Egypt's international bonds soared and its currency forwards strengthened on Monday, extending a sharp rally after it signed a $24 billion investment deal with the United Arab Emirates centred on a real estate development on the Mediterranean coast.

Through the deal announced on Friday, Abu Dhabi sovereign investment fund ADQ will pay $24 billion for the development rights on the pristine Ras El Hekma peninsula on Egypt's north coast, as well as converting $11 billion of deposits already in Egypt for "prime projects" across the country.

Analysts and investors say the deal has lessened Egypt's immediate economic problems, which are rooted in a chronic shortage of foreign currency, but that prospects for structural reforms and longer-term economic health remained in doubt.

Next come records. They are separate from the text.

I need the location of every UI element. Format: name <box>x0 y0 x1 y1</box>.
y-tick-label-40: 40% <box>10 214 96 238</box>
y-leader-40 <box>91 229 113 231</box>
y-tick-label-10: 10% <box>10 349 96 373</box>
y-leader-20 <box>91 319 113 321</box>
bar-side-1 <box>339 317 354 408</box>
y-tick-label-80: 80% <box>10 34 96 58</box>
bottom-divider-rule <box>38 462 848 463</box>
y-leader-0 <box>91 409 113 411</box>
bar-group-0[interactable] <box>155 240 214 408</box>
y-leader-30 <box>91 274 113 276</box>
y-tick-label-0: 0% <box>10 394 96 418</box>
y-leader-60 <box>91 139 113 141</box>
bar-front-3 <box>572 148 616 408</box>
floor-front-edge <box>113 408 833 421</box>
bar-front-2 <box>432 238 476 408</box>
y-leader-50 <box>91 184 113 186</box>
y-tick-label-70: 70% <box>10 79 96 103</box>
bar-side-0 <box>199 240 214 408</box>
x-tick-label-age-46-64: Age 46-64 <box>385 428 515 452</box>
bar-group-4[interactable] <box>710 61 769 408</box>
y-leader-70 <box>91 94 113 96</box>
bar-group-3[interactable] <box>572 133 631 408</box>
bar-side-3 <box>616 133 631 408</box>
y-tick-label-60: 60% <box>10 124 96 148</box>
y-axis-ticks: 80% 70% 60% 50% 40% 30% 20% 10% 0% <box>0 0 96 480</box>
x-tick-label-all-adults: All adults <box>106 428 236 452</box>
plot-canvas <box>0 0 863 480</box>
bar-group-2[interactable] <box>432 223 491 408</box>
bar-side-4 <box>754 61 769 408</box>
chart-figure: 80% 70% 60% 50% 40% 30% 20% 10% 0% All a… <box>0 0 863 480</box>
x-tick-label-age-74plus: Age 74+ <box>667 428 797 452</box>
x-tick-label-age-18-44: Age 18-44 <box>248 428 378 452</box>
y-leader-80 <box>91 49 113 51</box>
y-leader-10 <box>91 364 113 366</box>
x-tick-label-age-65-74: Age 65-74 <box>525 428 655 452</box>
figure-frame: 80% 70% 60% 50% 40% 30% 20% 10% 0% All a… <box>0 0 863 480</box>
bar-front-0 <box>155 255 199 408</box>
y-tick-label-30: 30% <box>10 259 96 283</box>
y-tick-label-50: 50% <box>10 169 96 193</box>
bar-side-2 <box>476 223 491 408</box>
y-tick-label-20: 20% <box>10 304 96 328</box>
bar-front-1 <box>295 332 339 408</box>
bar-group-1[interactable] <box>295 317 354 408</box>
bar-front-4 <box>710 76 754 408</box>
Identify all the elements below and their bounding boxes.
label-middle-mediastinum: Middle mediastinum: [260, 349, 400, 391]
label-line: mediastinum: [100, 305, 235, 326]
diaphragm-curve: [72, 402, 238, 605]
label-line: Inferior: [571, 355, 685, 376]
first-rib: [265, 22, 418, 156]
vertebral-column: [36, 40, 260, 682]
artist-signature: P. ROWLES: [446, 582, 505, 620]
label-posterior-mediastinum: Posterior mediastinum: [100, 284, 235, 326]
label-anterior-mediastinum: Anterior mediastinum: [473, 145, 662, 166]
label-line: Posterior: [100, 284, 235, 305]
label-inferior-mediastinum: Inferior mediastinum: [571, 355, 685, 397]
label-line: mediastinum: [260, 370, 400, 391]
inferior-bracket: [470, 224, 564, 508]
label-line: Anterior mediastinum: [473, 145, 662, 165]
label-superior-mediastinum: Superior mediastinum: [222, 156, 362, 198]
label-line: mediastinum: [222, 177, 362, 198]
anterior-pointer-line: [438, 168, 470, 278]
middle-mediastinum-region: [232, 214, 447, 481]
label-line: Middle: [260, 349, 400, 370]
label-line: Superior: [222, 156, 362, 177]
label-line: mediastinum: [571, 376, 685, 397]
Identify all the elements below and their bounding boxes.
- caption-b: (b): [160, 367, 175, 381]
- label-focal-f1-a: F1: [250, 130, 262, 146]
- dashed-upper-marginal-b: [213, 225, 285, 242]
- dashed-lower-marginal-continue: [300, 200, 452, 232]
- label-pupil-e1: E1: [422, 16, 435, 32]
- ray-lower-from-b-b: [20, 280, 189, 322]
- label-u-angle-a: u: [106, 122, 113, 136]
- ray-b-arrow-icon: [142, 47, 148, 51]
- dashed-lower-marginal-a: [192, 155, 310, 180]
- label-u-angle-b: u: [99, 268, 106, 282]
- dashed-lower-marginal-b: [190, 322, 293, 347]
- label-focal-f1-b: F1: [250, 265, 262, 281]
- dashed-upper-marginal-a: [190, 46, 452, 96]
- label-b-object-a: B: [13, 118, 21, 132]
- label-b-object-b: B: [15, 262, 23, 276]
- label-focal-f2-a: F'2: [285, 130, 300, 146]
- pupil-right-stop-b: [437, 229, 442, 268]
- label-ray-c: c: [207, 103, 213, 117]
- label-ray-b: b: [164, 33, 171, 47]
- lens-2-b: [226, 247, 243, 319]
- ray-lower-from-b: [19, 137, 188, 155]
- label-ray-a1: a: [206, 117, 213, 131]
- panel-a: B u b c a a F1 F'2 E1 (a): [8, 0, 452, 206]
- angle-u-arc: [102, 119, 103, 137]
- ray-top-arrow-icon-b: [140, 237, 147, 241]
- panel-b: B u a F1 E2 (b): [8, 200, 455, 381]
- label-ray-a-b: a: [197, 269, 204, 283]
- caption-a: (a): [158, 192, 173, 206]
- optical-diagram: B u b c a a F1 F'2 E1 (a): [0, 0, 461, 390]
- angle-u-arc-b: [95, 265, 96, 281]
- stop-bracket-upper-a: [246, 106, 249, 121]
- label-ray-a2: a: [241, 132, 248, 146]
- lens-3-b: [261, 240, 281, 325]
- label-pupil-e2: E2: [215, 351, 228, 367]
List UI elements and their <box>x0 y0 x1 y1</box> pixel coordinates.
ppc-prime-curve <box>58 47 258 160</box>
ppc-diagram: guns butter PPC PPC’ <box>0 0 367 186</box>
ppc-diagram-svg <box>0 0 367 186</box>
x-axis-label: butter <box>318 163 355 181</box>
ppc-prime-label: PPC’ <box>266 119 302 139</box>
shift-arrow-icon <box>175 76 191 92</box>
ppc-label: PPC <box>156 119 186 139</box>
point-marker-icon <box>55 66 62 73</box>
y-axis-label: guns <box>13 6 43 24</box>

"The inflows will help plug Egypt's external funding gap in the near term, pave the way for a more orderly currency devaluation and catalyse IMF funding," said Patrick Curran at research group Tellimer.

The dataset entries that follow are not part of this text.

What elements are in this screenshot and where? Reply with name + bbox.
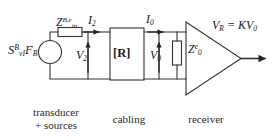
source-force-symbol: F (25, 43, 33, 57)
caption-receiver: receiver (175, 113, 237, 126)
receiver-impedance-box (173, 41, 182, 65)
i2-subscript: 2 (92, 19, 96, 28)
zin-superscript: B,e (62, 16, 71, 24)
current-i2-arrowhead (94, 29, 100, 34)
caption-transducer: transducer + sources (18, 106, 94, 132)
output-relation-label: VR = KV0 (212, 19, 257, 32)
i0-subscript: 0 (150, 18, 154, 27)
current-i0-arrowhead (158, 29, 164, 34)
wire-source-to-zin (50, 32, 58, 41)
voltage-v0-arrowhead (156, 42, 161, 48)
amplifier-triangle (186, 22, 241, 95)
z0-subscript: 0 (198, 48, 202, 57)
receiver-impedance-label: Ze0 (188, 43, 202, 56)
cabling-matrix-label: [R] (113, 47, 130, 60)
v0-subscript: 0 (157, 54, 161, 63)
zin-subscript: in (72, 22, 78, 30)
caption-transducer-line2: + sources (18, 119, 94, 132)
equals-sign: = (227, 18, 235, 32)
gain-symbol: K (238, 18, 246, 32)
v0-output-subscript: 0 (253, 24, 257, 33)
figure-canvas: SBvIFB ZB,ein I2 V2 [R] I0 V0 Ze0 VR = K… (0, 0, 280, 139)
voltage-v2-label: V2 (76, 49, 87, 62)
caption-cabling: cabling (103, 113, 155, 126)
current-i0-label: I0 (146, 13, 154, 26)
wire-source-bottom-return (50, 64, 110, 80)
voltage-source-symbol (39, 41, 62, 64)
source-label: SBvIFB (8, 44, 37, 57)
source-force-subscript: B (33, 49, 38, 58)
voltage-v2-arrowhead (85, 42, 90, 48)
caption-transducer-line1: transducer (18, 106, 94, 119)
z0-symbol: Z (188, 42, 195, 56)
voltage-v0-label: V0 (150, 49, 161, 62)
output-arrowhead (259, 55, 267, 62)
input-impedance-label: ZB,ein (56, 17, 77, 30)
current-i2-label: I2 (88, 14, 96, 27)
v2-subscript: 2 (83, 54, 87, 63)
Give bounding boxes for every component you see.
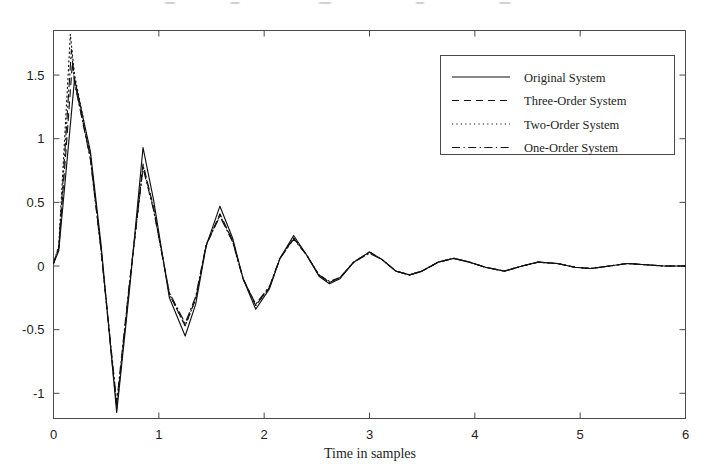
- x-tick-label: 6: [682, 427, 689, 442]
- legend-label: One-Order System: [524, 141, 618, 155]
- y-tick-label: -0.5: [22, 322, 44, 337]
- y-tick-label: -1: [33, 386, 45, 401]
- x-tick-label: 5: [577, 427, 584, 442]
- y-tick-label: 0: [37, 259, 44, 274]
- legend[interactable]: Original SystemThree-Order SystemTwo-Ord…: [441, 56, 675, 156]
- y-tick-label: 1.5: [26, 68, 44, 83]
- x-tick-label: 0: [50, 427, 57, 442]
- legend-label: Two-Order System: [524, 118, 620, 132]
- legend-label: Original System: [524, 71, 606, 85]
- x-tick-label: 2: [261, 427, 268, 442]
- figure-canvas: -1-0.500.511.5 0123456 Time in samples O…: [0, 0, 711, 471]
- y-tick-label: 0.5: [26, 195, 44, 210]
- legend-label: Three-Order System: [524, 94, 627, 108]
- x-axis-title: Time in samples: [324, 446, 416, 461]
- x-tick-label: 4: [471, 427, 478, 442]
- x-tick-label: 3: [366, 427, 373, 442]
- x-tick-label: 1: [155, 427, 162, 442]
- line-chart: -1-0.500.511.5 0123456 Time in samples O…: [0, 0, 711, 471]
- y-tick-label: 1: [37, 131, 44, 146]
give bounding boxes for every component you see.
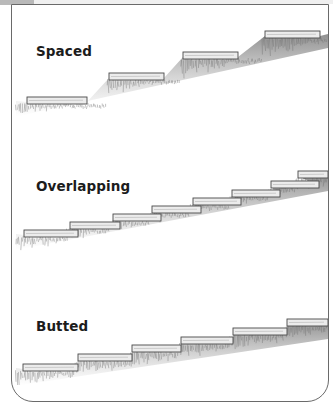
step-board [298, 171, 328, 178]
step-board [152, 206, 201, 213]
panel-overlapping: Overlapping [12, 143, 328, 273]
panel-spaced: Spaced [12, 4, 328, 129]
step-board [23, 364, 78, 371]
step-board [183, 52, 238, 59]
step-board [113, 214, 161, 221]
step-board [24, 230, 78, 237]
step-board [271, 181, 319, 188]
step-board [109, 73, 164, 80]
spaced-steps-illustration [12, 4, 328, 129]
step-board [27, 97, 87, 104]
panel-label-butted: Butted [36, 318, 88, 334]
step-board [265, 31, 320, 38]
step-board [232, 190, 280, 197]
step-board [181, 337, 233, 344]
panel-butted: Butted [12, 285, 328, 400]
overlapping-steps-illustration [12, 143, 328, 273]
step-board [193, 198, 241, 205]
step-board [233, 328, 287, 335]
step-board [70, 222, 120, 229]
panel-label-overlapping: Overlapping [36, 178, 130, 194]
butted-steps-illustration [12, 285, 328, 400]
panel-label-spaced: Spaced [36, 43, 92, 59]
step-board [287, 319, 328, 326]
step-board [78, 354, 132, 361]
step-board [132, 345, 181, 352]
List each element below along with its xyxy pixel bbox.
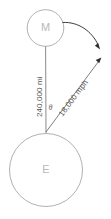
orbit-direction-arrowhead-icon — [95, 43, 100, 50]
distance-label: 240,000 mi — [35, 76, 44, 117]
angle-theta-label: θ — [49, 103, 53, 112]
earth-label: E — [42, 163, 49, 175]
moon-label: M — [41, 21, 50, 33]
orbit-diagram-svg: M E θ 240,000 mi 18,000 mph — [0, 0, 111, 219]
orbit-diagram-canvas: M E θ 240,000 mi 18,000 mph — [0, 0, 111, 219]
orbit-direction-curve — [63, 22, 99, 45]
velocity-label: 18,000 mph — [57, 78, 90, 118]
velocity-arrowhead-icon — [96, 57, 102, 63]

"The longer term impact is more mixed as it further solidifies Egypt's model of growth driven by megaprojects, and a material portion of the funding will likely flow out of the country over time via imported inputs."

Investors said a first test would be how much of a devaluation might follow the deal, and whether Egypt moved to a flexible or floating exchange rate - a step it had previously pledged but not implemented.

A second test would be whether the government moved ahead with other asset sales, and how much room they gave the private sector to operate in an economy where the state and the military retain a tight grip.

Egypt's sovereign dollar bonds jumped nearly 5 cents on Monday, broadly matching gains they had clocked up on Friday with many of the country's dollar-denominated issues at their strongest level in around two years.

Longer-dated bonds traded at around 72-75 cents, and latest gains lifted pretty much all its bonds above 70 cents, which is the threshold below which debt is widely considered distressed.

The spread of Egypt's international hard-currency bonds over safe-haven U.S. Treasuries - indicating the risk premium demanded by investors - tightened to 640 basis points - their lowest reading since November 2021, data from JPMorgan showed.

CURRENCY FORECASTS SHIFT

Data on currency forwards showed markets were trimming back expectations for the size of devaluation ahead. Twelve month non-deliverable forward FX rate strengthened to 52.9 to the dollar on Monday from 64.55 on Thursday.

On the black market in central Cairo, one dollar was buying about 40 Egyptian pounds on Monday, down from about 62 a week earlier.

The tightly managed pound has been fixed at 30.85 to the dollar over the past year, after losing about half its value against the dollar in a series of devaluations since early 2022.

Oxford Economics said the deal was a "game-changer" for Egypt in the short to medium term, revising down its forecast for the exchange rate at the end of the year to 45 pounds to the dollar from 55 pounds previously.

But it said the long-term outlook remained "worrisome" for Egypt, the Arab world's most populous nation, with a need for more fiscal discipline.

Egyptian Prime Minister Mostafa Madbouly said on Friday that Egypt expected to receive $15 billion from the deal within a week, and the remaining $20 billion within two months. The government remained committed to reaching a new agreement with the IMF expected to expand its existing $3 billion loan, he said.

"There are very, very, very few steps left until we conclude an agreement with the IMF," he said.

Egypt had suffered a raft of ratings downgrades in recent months. Moody's revised its outlook to "negative" from "stable" in January, citing increasing risks that the country's credit profile will continue to weaken amid difficult macroeconomic and exchange rate rebalancing.

Barclays said in a note that the deal should bring forward a top-up of the IMF programme and an adjustment to the currency.

The size of the front-loaded transfer pointed to "the UAE's unwavering commitment to Egypt's macro stability," it said.